IV.
Let us return for a moment to Maverick . At what point should we begin a discussion of this film made "from" the television series? The answer, we suggest, depends on one's particular interests. Maverick as a remake or spinoff is a complicated case, for it was written by William Goldman, who also wrote Butch Cassidy and the Sundance Kid (among many other films) and who worked closely with director George Roy Hill. Hill not only directed Butch Cassidy but The Sting as well, a film many critics have suggested Maverick , the movie, followed rather too closely.
To begin a discussion of Maverick 's borrowings thus takes in a number of
films the audience may or may not recognize: who can watch Mel Gibson, as he nearly falls into the Grand Canyon, without thinking of two women who purposely drove into the canyon in the film Thelma and Louise , clearly "remade" from Butch Cassidy and the Sundance Kid —but twenty years later from a woman's point of view! Allusions, spin-offs, makeovers, and remakes—all of these terms are needed to characterize the complex nature of a work like Maverick .

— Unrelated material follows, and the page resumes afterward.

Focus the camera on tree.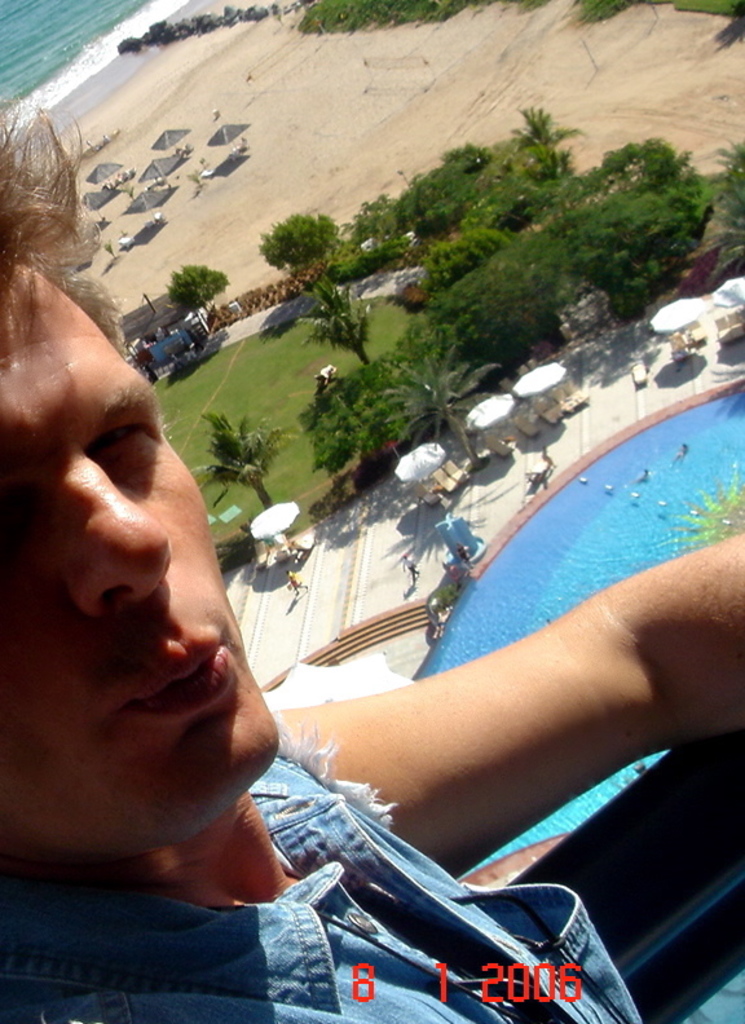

The spirit that shapes a work like Maverick has been picked up by filmmakers from Hollywood to Hong Kong as they have sought to enrich the possibilities of their medium by transforming novels, comic books, symphonies, television series and, more recently, video games into films and vice versa. If Maverick can return to the big screen, what cinematic-comic-novelistic figure will be next? And in what form?